As your product gets easier for people to understand and try, different problems and opportunities will show up. Maybe once an area of your product is easy enough to use and gains wider adoption, it’s clear to you customers that a feature is missing and they become frustrated enough to consider an alternative product. Now the amount of time people will remain a customer begins to slip. The dance never ends.

Product people with business skills know that at any given time one point of leverage will give a disproportionate return for their effort. Knowing which one, by how much, and for how long, will make the difference between rolling in money or closing up shop.

Some common product design roles

To put all these skills into perspective, here are some common product design related roles and how their skills apply. Not every novice starts from the same place or grows through experience into the same skills. Consider these useful stereotypes to discard after learning more about the individuals you are working with or considering hiring.

A novice “interface designer”

Can quickly make things look good, but might not be able to explain why.
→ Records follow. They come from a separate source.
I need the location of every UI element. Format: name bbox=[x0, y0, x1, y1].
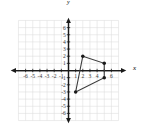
y-tick-label: -5 bbox=[61, 103, 66, 109]
y-tick-label: 6 bbox=[63, 25, 66, 31]
y-tick-label: -6 bbox=[61, 110, 66, 116]
y-tick-label: 4 bbox=[63, 39, 66, 45]
x-tick-label: 1 bbox=[74, 73, 77, 79]
x-tick-label: 4 bbox=[96, 73, 99, 79]
y-tick-label: -2 bbox=[61, 82, 66, 88]
axes bbox=[16, 23, 121, 118]
vertex-point bbox=[81, 54, 85, 58]
x-tick-label: -3 bbox=[45, 73, 50, 79]
y-tick-label: 5 bbox=[63, 32, 66, 38]
vertex-point bbox=[74, 90, 78, 94]
coordinate-plane-svg: -6-5-4-3-2-112346654321-1-2-3-4-5-6 bbox=[0, 0, 144, 136]
y-axis-label: y bbox=[67, 0, 70, 5]
x-axis-label: x bbox=[133, 64, 136, 72]
y-tick-label: -3 bbox=[61, 89, 66, 95]
x-tick-label: -4 bbox=[38, 73, 43, 79]
y-tick-label: 2 bbox=[63, 53, 66, 59]
vertex-point bbox=[103, 62, 107, 66]
x-tick-label: 3 bbox=[89, 73, 92, 79]
y-tick-label: -1 bbox=[61, 75, 66, 81]
x-tick-label: -2 bbox=[52, 73, 57, 79]
coordinate-plane-figure: -6-5-4-3-2-112346654321-1-2-3-4-5-6 x y bbox=[0, 0, 144, 136]
x-tick-label: 6 bbox=[110, 73, 113, 79]
x-tick-label: -5 bbox=[30, 73, 35, 79]
vertex-point bbox=[103, 76, 107, 80]
x-tick-label: 2 bbox=[81, 73, 84, 79]
x-tick-label: -6 bbox=[23, 73, 28, 79]
y-tick-label: 1 bbox=[63, 60, 66, 66]
y-tick-label: -4 bbox=[61, 96, 66, 102]
y-tick-label: 3 bbox=[63, 46, 66, 52]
The look and feel of the their designs tend to be driven more by their tastes and inspirations than a strong product personality. They can efficiently solve problems from screen to screen, although might not grasp how to design for larger objectives. They’re typically reliant on their company or team leadership for strategic decisions about what to design.
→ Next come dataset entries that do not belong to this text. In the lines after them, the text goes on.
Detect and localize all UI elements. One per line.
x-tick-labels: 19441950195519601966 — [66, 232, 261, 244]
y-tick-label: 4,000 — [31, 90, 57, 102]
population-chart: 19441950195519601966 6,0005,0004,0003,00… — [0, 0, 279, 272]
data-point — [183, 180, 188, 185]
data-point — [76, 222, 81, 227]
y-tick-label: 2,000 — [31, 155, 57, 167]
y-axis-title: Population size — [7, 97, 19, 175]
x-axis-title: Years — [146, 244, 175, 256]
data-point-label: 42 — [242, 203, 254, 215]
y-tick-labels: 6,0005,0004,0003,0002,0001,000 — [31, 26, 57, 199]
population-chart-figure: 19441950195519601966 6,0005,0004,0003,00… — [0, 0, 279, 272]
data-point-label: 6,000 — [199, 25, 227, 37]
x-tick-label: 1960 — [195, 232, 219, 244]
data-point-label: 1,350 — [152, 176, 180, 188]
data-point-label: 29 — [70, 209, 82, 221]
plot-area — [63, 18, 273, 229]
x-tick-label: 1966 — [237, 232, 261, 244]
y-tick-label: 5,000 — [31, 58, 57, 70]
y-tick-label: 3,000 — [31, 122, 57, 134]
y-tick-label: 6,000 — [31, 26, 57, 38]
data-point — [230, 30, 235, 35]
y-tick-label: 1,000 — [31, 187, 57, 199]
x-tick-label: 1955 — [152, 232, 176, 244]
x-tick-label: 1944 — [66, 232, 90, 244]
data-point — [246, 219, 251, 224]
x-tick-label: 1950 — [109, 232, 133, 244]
Collection of skills highlighting aesthetic and interface.
Novice “interface designer”.

An experienced “interface designer”

As an interface designer gets more and more productive, they tend to start developing opinions about the personality of the product and the needs of the user. Methods to evaluate those opinions are critical to their continued growth (using the product, user testing, user research, etc.).
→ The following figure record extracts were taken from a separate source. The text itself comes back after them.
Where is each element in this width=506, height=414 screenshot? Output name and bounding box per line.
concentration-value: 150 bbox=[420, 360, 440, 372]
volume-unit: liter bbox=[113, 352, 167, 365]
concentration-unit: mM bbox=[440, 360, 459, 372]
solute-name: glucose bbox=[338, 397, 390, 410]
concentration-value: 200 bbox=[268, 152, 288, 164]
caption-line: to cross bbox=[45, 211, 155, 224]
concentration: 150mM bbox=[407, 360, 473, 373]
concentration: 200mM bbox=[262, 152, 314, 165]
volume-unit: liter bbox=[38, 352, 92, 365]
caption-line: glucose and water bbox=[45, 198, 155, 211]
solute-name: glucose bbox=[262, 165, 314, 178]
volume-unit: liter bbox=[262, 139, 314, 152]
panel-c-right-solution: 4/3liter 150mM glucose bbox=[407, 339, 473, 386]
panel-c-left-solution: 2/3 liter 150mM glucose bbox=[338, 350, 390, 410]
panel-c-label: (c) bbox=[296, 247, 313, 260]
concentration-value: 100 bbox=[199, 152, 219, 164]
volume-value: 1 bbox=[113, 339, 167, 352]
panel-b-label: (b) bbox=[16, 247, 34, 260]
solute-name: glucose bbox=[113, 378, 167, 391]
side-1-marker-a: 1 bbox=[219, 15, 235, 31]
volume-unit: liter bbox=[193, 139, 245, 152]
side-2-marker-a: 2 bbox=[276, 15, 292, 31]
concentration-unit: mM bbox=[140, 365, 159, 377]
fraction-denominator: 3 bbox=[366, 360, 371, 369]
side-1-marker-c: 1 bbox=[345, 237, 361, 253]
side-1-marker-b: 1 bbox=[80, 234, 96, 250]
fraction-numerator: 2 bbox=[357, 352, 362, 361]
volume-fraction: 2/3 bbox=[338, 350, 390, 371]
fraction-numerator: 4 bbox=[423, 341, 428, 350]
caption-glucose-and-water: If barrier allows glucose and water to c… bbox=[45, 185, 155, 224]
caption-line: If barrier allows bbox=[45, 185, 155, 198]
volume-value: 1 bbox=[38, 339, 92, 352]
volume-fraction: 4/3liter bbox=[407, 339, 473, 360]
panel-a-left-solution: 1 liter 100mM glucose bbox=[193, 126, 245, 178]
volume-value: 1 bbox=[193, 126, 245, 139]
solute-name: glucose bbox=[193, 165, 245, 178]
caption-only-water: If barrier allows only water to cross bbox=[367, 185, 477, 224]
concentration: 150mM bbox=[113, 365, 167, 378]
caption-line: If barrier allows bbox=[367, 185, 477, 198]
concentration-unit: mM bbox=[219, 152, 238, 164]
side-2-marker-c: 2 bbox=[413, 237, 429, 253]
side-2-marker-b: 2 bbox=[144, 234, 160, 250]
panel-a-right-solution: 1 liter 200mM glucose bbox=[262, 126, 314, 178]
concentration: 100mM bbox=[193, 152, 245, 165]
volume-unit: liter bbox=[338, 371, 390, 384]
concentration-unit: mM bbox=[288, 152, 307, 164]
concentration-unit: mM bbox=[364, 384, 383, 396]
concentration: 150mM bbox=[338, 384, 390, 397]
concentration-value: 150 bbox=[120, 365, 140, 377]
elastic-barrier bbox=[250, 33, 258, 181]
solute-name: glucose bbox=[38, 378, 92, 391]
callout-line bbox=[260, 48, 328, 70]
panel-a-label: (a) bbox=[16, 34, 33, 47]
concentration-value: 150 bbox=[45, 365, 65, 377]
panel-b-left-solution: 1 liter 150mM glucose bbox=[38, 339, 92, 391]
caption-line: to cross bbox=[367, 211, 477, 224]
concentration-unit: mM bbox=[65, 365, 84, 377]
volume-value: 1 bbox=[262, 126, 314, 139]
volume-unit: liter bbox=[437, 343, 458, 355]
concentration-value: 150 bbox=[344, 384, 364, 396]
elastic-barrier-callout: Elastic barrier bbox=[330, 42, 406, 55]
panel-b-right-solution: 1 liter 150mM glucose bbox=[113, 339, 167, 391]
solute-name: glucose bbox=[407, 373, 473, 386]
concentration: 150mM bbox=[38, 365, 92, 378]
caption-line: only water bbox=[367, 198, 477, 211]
Collection of skills highlighting aesthetic, personality, interface, and audience context.
Experienced “interface designer”.

A novice “product manager”

Can quickly identify problems and opportunities for their business, but may not have a strong grasp of what the audience needs to be successful. They have a good sense of what their audience is doing outside their product to satisfy higher order goals, but can’t design the interfaces or interactions to satisfy those goals. Excellent communication skills are required to translate their external awareness into something their team can design.

Collection of skills highlighting experience and business context.
Novice “product manager”.

An experienced “product manager”

As a product manager gets more effective, they lean heavily into learning what will make their audience more successful. Along they way, they also tend to develop a sense of how the product should treat their audience.

Collection of skills highlighting personality, experience, audeince context, and business context.
Experienced “product manager”.

A novice “experience designer”

Typically has some kind of HCI (human-computer interaction) background that makes them talented researchers and observers of human activity. They can quickly figure out what people are trying to do. Although, they may not be able to create interesting or appealing interfaces or interactions. They’re also reliant on guidance for what is beneficial to the business.

Collection of skills highlighting experience and audience context.
Novice “experience designer”.

An experienced “experience designer”

As an experience designer gains experience (I really hate this jargon) they get significantly better at identifying and framing up more discreet flows that contribute to larger goals. They also start seeing patterns in how the product should respond to the audience.

Collection of skills highlighting personality, interaction, experience, and audience context.
Experienced “experience designer” (I’m sorry).

What do you think?

It’s odd that a job interview ended up being the first time I’ve ever attempted to explain the guts of my job. But now that I’ve been through a few more interviews, each one as clumsy as the first, I thought it might help to clear a few of these things up.

Of course, if you think I’m missing anything or you disagree, please let me know. Hearing other points of view is the best part of my job.

Thank you Rian, Christine, Josh, Sam, and Beth for the awesome feedback.